GUAYAQUIL, Ecuador (AP) — Men walk through a lush plantation between GUAYAQUIL, Ecuador (AP) Ecuador ‘s calm Pacific coast and majestic Andes cut hundreds of clusters of green bananas from plants that groan twice their size.
Workers move the bunches to an assembly line where the bananas are washed, weighed and covered with stickers for European buyers. Company owner Franklin Torres monitors all activity this past morning to make sure the fruit meets international beauty standards and, more importantly, is packaged for shipment without cocaine.
Torres is overly cautious because Ecuador is increasingly at the crossroads of two global trades: bananas and cocaine.
The South American country is the world’s largest exporter of bananas, shipping about 6.5 million metric tons (7.2 tons) annually by sea. It also sits between Peru and Colombia, the world’s largest producers of cocaine, and drug traffickers see containers full of bananas as the perfect vehicle to smuggle their products.
The infiltration of drug traffickers into the industry, which is responsible for about 30% of the world’s bananas, has contributed to unprecedented violence in this once-peaceful country. Armed attacks, murders, kidnappings and extortions have become commonplace. part of daily lifeespecially in the Pacific port city and the banana shipping hub Guayaquil.
About the cocaine trade, 59-year-old dealer Dalia Chang, who has lived in Guayaquil for her life, said: “It’s everyone’s responsibility: the person who carries it, the person who buys it, the person who consumes it.” “They all share responsibility. They destroyed our country,” she said.
Not a major cocaine producer, the country was particularly shaken by a presidential candidate known for his tough stance against organized crime and corruption: Fernando Villavicencio – He was fatally shot at the end of the campaign rally on August 9th. He accused the Ecuadorian Los Choneros gang and its imprisoned leader, with links to Mexico’s Sinaloa cartel, of threatening him and his campaign team days before the assassination.
Besides its proximity to cocaine production, cartels from Mexico, Colombia and the Balkans have settled in Ecuador because Ecuador uses US dollars and has weak laws and institutions. work.
Officials say Ecuador has also come to the fore in the global cocaine trade after the political changes in Colombia over the past decade. Coca bushes in Colombia are approaching the border with Ecuador as criminal groups dispersed after the 2016 demobilization of the insurgent group, the Revolutionary Armed Forces of Colombia, better known by its Spanish acronym FARC.
In 2021, record quantities of cocaine of 2,304 metric tons were produced worldwide, mostly in Colombia, Peru and Bolivia. According to the United Nations report, which cited data from the World Customs Organization, nearly a third of the cocaine seized by customs authorities in Western and Central Europe that year came from Ecuador; this was double the amount reported in 2018. Major drug raids have become more frequent, with record-breaking raids carried out in the past month after European authorities inspected containers carrying bananas from Ecuador.
Authorities announced Spain’s largest-ever shipment of cocaine on August 25: 9.5 metric tons were stored in a refrigerated container among cardboard banana boxes from Ecuador. Dutch authorities also had their country’s largest seizure of cocaine (about 8 metric tons) in a container full of Ecuadorian bananas last month. Authorities in Greece and Italy also announced the seizure of cocaine stored in Ecuadorian bananas this year.
Bananas to Europe are boxed in the fields, loaded onto trucks to be taken to huge warehouses in and around Guayaquil, and transported to a port in the region and transferred to sea containers.
The ships then head northeast towards the Panama Canal, cross into the Caribbean Sea, and east across the Atlantic.
Banana growers, exporters, shipping companies, port operators, private security companies, customs agents, agricultural officials, police and buyers provide opportunities that drug traffickers exploit, knowingly or unknowingly.
Some traders set up front companies to imitate legitimate banana exporters, while others bought legitimate businesses, including plantations. They found companies willing to be complicit in the smuggling. They also paid, threatened, or kidnapped truck drivers and other workers to help ship cocaine.
Other smugglers corrupt or intimidate police, customs officers, security guards and port workers into helping or ignoring the tampering of containers at ports.
Drug trafficking has contributed to the number of violent deaths in Ecuador; doubled from 2021 to 2022; 4,600 people died; this was the highest number recorded in a year. The country is on track to break the annual record with 3,568 violent deaths in the first half of 2023.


- **DIRECTIONS FOR THIS TASK**
Please copy each line of the records below that holds the word "objective".

- **RECORDS SHOWN**
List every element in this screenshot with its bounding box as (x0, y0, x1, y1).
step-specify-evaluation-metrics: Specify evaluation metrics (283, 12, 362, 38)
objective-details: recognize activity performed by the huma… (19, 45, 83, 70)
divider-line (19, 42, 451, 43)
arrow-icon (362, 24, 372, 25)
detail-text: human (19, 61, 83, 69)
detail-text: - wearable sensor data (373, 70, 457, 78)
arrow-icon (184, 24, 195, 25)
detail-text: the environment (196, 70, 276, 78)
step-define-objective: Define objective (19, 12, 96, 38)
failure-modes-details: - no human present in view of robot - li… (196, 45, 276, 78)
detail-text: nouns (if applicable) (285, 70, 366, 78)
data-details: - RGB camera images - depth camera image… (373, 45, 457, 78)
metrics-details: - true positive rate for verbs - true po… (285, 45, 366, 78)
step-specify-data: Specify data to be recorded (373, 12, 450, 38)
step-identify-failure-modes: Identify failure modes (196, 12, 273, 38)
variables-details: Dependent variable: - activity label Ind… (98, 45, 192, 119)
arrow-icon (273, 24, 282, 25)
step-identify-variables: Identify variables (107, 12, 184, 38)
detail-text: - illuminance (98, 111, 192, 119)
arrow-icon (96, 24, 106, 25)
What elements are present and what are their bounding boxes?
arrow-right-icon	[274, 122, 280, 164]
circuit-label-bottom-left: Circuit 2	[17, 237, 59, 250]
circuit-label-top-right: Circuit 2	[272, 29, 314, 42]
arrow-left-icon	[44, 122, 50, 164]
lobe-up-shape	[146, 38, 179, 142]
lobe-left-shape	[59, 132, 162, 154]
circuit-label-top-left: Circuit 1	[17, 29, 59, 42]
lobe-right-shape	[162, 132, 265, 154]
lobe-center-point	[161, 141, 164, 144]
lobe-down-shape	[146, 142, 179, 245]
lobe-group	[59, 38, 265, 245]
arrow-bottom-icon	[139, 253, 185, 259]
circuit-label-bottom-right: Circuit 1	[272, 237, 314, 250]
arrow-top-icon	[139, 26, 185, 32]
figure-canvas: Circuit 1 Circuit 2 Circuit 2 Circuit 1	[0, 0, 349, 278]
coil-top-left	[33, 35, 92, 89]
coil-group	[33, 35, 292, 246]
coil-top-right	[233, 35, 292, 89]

- **TASK SOLUTION**
objective-details: recognize activity performed by the huma… (19, 45, 83, 70)
step-define-objective: Define objective (19, 12, 96, 38)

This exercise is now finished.